Collected data entries

+---+

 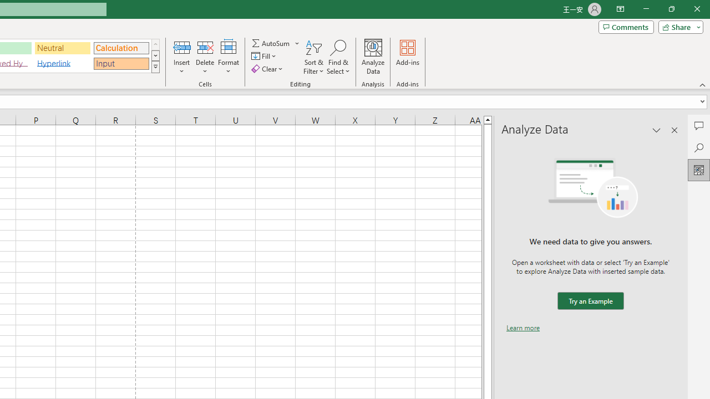 I want to click on Delete Cells..., so click(x=205, y=47).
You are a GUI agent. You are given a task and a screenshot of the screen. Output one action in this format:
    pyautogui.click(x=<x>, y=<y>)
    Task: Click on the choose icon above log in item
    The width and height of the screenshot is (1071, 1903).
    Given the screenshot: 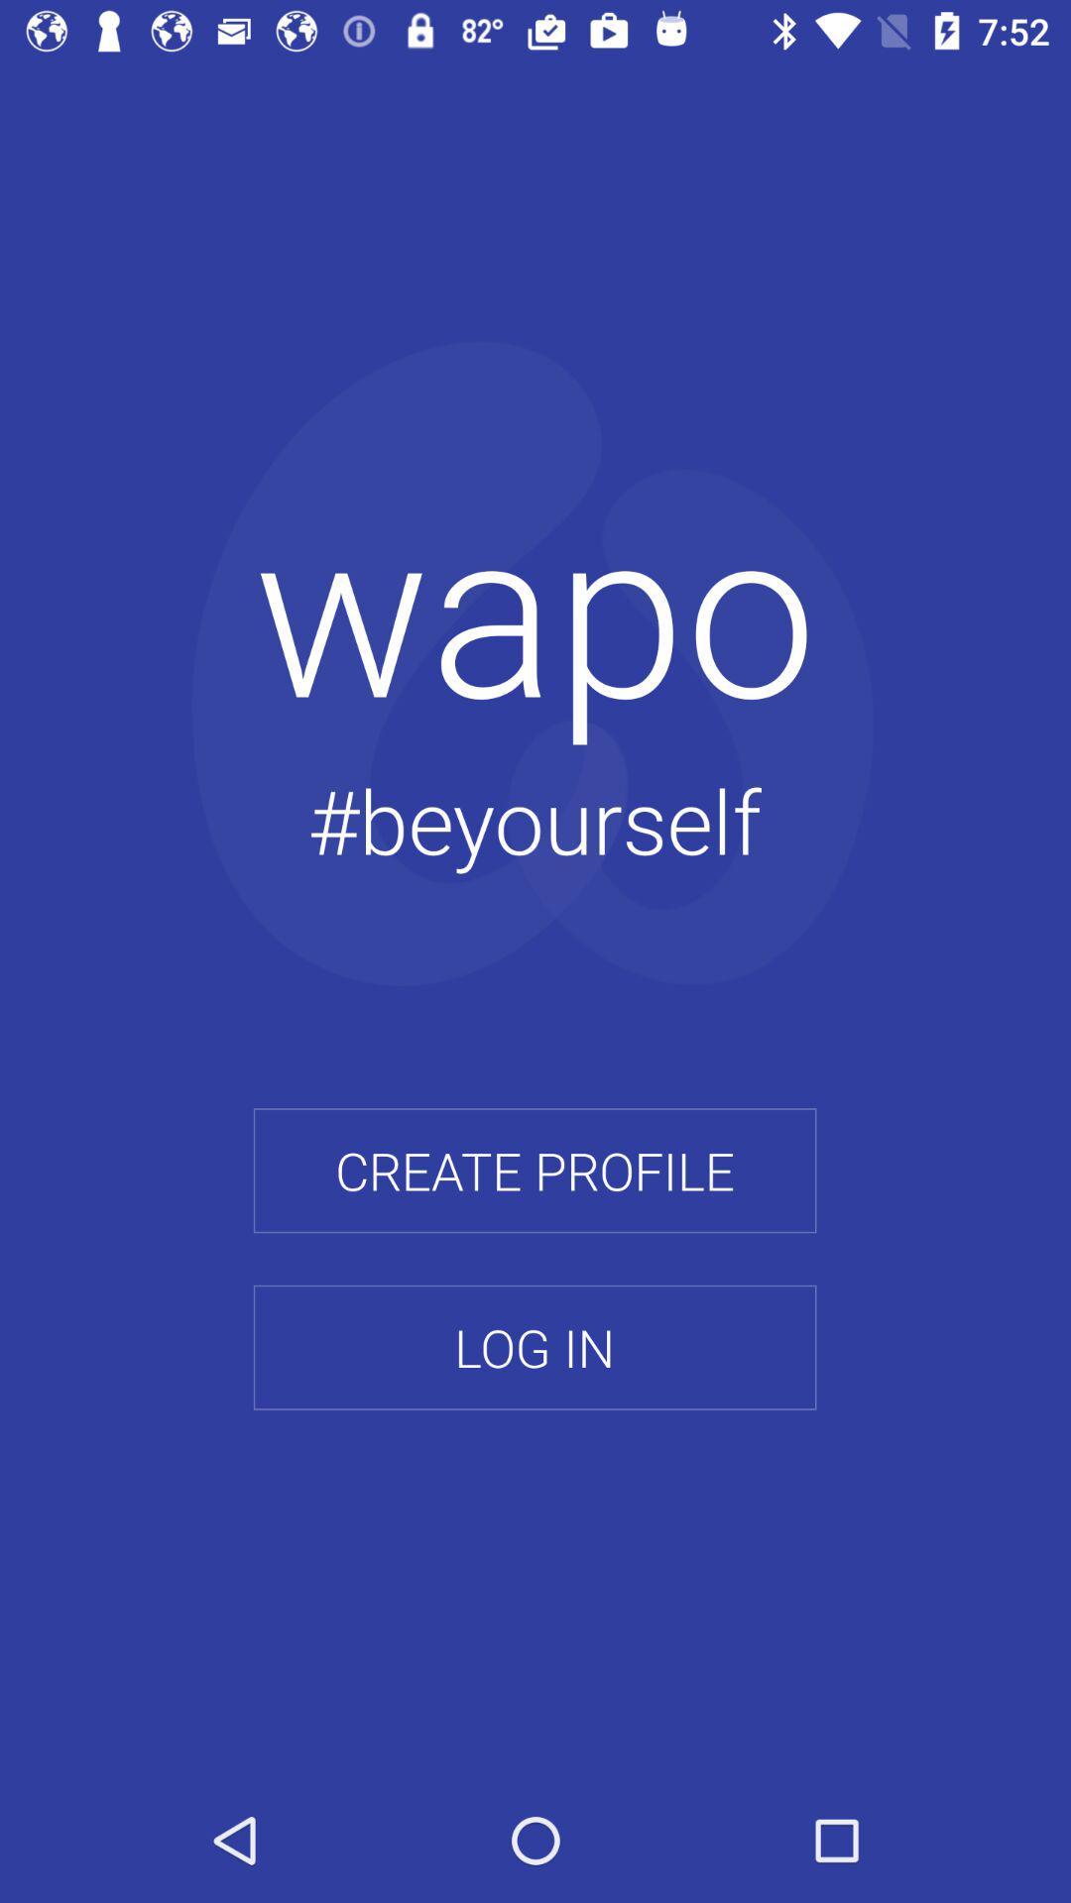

+---+

=== AIM OF THE EXERCISE ===
Find the line that contains "Task: Click on", then write out that line and each one after it, exactly and with nothing else, through the end of the entries above, without the pictures.

=== RESPONSE TO THIS TASK ===
    Task: Click on the choose icon above log in item
    The width and height of the screenshot is (1071, 1903).
    Given the screenshot: 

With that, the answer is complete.